Thousands of frenzied girls were swarming on the pavements around the George V hotel in Paris – I needed a police car and outriders just to get through the throng.
The screaming teenagers were there that day in January 1964 to catch a glimpse of The Beatles; I was there to sculpt them.
Halfway up the hotel staircase, a beautiful young American woman slipped out of her room and stopped me. She knew I was going to see the band. ‘Listen,’ she said.
‘I’m a photographer. Just give me five minutes with The Beatles and you can do anything you want for the rest of the day in my bed.’

I said: ‘I’m sorry, I haven’t even met them yet – and I’m married.’
The Beatles were the latest commission in a career that began when I set up a studio in Campden Hill, London, in the early Fifties.
I was self-taught, inspired by the natural world I had grown up with at my father’s livery stables in the New Forest.
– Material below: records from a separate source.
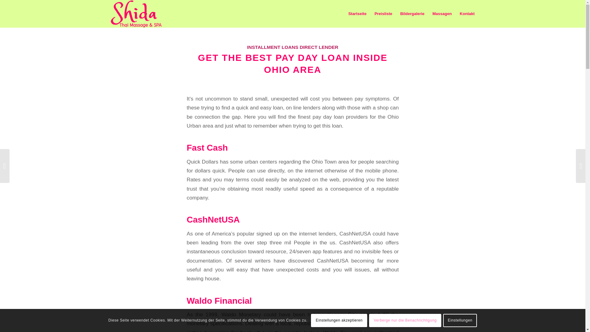  I want to click on Startseite, so click(357, 14).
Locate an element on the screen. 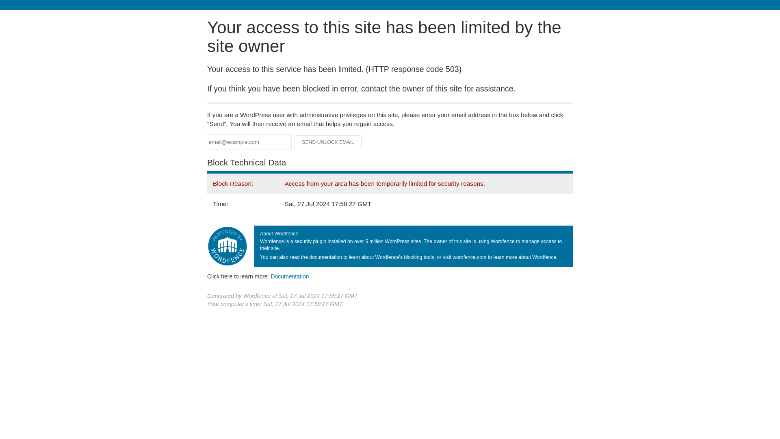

While reading zoology at Cambridge, I boldly invited myself to the London house of the renowned sculptor Jacob Epstein.
He thought I looked more like a playboy than a sculptor, but was kind enough to advise my father to spend the little money he had on getting me a studio.
Epstein came to see my work many times, teaching me more than any other artist.
Throughout my career I have relied mainly on patronage rather than public commissions. Alistair McAlpine, the multi-millionaire art collector, was a constant supporter.
Once, when I was penniless, he came to my studio, looked at my sculptures and said: ‘I would to like buy these.’ I asked which. ‘All of them,’ he replied.

I said: ‘I’m sorry, I haven’t even met them yet – and I’m married.’
The Beatles were the latest commission in a career that began when I set up a studio in Campden Hill, London, in the early Fifties.
I was self-taught, inspired by the natural world I had grown up with at my father’s livery stables in the New Forest. While reading zoology at Cambridge, I boldly invited myself to the London house of the renowned sculptor Jacob Epstein.
He thought I looked more like a playboy than a sculptor, but was kind enough to advise my father to spend the little money he had on getting me a studio.
Epstein came to see my work many times, teaching me more than any other artist.
Throughout my career I have relied mainly on patronage rather than public commissions. Alistair McAlpine, the multi-millionaire art collector, was a constant supporter.
Once, when I was penniless, he came to my studio, looked at my sculptures and said: ‘I would to like buy these.’ I asked which. ‘All of them,’ he replied.